Well, if one XHTML site served with a proper mimetype has an error like that in the code, then it won't display on Opera or Mozilla without viewing the source code. When I then open it in IE, despite the error I can still view it (unless there's no text/html alternative for IE). I doubt very much if the user should be punished like that for a small mistake. I don't think the user is the place where such an error should display.
I was surprised to see my browser, Opera 7, style the body using a background image I had put in, even though there was no body tag! Clearly the browser had 'filled in the gaps' in my code.
It's not a gap as you put it. Leaving the BODY-tags is optional. A (conforming?) SGML-parser should know that a HTML-document always has a BODY-element.
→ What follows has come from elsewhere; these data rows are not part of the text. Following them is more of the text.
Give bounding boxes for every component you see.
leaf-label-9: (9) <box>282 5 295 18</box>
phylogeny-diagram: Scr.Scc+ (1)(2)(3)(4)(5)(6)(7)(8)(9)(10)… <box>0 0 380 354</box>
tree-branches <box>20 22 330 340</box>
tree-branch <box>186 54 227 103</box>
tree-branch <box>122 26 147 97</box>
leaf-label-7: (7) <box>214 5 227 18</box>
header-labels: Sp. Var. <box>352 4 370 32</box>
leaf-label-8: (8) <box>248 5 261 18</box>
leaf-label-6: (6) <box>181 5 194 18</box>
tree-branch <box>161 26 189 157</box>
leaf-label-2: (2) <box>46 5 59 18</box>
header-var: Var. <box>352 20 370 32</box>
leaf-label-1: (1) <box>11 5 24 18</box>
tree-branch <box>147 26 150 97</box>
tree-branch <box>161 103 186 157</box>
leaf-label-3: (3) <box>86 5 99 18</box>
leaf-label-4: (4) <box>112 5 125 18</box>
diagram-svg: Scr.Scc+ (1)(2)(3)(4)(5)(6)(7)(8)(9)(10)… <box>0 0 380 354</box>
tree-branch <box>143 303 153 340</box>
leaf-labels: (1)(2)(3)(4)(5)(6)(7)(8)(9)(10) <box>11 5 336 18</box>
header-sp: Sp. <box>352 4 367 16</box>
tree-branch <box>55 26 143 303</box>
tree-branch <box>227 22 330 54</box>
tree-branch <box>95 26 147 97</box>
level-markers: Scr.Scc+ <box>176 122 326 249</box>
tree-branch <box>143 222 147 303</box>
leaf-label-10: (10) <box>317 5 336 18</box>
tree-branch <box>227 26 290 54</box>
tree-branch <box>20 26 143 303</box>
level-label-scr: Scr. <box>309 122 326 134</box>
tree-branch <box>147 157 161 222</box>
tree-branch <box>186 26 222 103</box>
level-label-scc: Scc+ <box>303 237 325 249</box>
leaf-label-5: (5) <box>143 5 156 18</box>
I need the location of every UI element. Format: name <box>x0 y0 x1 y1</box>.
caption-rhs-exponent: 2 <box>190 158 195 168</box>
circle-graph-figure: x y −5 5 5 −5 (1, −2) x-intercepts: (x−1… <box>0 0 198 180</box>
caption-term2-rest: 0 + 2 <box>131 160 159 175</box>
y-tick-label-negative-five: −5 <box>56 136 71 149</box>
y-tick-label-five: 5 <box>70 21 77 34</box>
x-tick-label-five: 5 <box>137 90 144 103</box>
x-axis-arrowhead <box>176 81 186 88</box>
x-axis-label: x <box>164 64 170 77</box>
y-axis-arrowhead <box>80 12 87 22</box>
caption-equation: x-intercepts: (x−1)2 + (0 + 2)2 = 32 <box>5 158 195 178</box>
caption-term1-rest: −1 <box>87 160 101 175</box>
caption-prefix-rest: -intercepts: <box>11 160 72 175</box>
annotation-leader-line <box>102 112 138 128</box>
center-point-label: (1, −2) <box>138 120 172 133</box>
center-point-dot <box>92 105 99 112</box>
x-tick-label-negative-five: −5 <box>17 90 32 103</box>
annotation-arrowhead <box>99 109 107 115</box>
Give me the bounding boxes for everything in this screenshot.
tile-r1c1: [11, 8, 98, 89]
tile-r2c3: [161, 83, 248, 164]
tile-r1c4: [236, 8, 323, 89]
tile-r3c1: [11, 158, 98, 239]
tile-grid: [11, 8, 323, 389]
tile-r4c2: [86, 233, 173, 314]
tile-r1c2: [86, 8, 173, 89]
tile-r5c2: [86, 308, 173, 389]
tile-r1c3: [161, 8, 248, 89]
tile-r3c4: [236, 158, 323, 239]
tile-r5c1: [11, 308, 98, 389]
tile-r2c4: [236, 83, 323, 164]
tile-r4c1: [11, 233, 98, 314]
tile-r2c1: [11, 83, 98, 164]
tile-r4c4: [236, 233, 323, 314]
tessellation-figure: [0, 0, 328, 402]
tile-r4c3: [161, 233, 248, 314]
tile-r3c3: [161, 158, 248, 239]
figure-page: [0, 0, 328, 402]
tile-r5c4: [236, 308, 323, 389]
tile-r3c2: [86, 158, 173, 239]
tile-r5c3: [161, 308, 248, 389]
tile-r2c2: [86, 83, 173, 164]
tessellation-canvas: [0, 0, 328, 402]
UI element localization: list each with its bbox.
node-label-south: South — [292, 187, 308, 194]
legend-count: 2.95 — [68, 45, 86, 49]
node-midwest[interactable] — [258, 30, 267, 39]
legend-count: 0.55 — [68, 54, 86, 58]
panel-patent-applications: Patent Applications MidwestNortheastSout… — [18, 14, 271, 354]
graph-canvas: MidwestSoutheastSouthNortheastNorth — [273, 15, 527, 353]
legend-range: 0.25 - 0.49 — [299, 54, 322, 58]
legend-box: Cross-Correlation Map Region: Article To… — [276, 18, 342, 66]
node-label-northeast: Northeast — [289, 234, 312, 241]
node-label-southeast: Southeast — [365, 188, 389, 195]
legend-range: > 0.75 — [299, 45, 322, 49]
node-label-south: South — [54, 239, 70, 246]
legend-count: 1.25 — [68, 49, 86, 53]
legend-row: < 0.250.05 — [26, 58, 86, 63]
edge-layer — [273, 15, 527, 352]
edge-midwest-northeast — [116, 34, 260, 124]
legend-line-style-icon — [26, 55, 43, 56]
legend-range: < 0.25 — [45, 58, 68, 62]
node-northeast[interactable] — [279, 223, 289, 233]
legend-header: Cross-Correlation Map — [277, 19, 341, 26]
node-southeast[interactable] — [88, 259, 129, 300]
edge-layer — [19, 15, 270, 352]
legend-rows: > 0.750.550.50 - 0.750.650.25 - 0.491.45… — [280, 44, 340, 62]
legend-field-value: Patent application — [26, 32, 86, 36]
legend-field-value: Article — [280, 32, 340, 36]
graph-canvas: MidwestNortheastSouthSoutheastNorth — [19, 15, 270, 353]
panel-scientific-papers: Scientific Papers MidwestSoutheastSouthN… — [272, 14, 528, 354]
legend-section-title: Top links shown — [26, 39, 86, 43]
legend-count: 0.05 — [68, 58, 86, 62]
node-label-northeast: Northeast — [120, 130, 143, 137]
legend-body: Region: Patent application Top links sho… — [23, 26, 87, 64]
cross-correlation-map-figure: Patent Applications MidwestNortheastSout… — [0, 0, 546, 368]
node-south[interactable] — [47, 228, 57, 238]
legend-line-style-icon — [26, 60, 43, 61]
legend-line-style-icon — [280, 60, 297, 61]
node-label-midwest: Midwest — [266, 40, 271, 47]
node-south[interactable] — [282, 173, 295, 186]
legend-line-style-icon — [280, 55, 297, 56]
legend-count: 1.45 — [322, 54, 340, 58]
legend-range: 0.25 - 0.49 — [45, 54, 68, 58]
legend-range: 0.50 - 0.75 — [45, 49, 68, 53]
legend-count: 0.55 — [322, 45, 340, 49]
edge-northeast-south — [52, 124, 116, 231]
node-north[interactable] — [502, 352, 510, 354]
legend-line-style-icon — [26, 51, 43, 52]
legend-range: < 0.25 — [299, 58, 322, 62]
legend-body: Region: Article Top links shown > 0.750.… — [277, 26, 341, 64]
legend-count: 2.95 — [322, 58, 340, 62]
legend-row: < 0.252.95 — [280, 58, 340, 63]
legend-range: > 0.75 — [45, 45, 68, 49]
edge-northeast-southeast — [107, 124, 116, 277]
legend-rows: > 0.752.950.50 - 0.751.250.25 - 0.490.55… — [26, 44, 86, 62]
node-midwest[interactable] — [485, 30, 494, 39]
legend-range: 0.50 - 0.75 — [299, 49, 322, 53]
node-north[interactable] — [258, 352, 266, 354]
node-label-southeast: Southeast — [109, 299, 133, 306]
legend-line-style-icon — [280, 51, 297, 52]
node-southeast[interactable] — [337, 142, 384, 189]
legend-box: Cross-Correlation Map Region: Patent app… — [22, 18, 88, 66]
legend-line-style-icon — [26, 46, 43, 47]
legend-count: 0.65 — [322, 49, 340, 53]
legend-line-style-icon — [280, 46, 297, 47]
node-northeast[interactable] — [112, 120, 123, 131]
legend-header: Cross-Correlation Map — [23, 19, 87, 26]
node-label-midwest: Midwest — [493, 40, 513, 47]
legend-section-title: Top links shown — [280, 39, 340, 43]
So it follows that HTML 5 will also allow this tag-soup
It's not tagsoup. Leaving tags or leaving elements is not the same.
Chris, as Jerome points out, that is a part of HTML. If you don't know what HTML is about I doubt if you can/may criticize it's use.
For example see Limpid and gameslog.net for two perfectly valid HTML sites that omit tags that are not needed. If you look in the DOM of those sites, you will see they have all the elements that are required by the specification.
A little question from my side, if someone doesn't use any adition which you could use with XHTML (since it is XML) by using namespaces or anything like that and stays with the XHTML itself, in that case HTML 5.0 is more complete?
In that case HTML is more appropriate.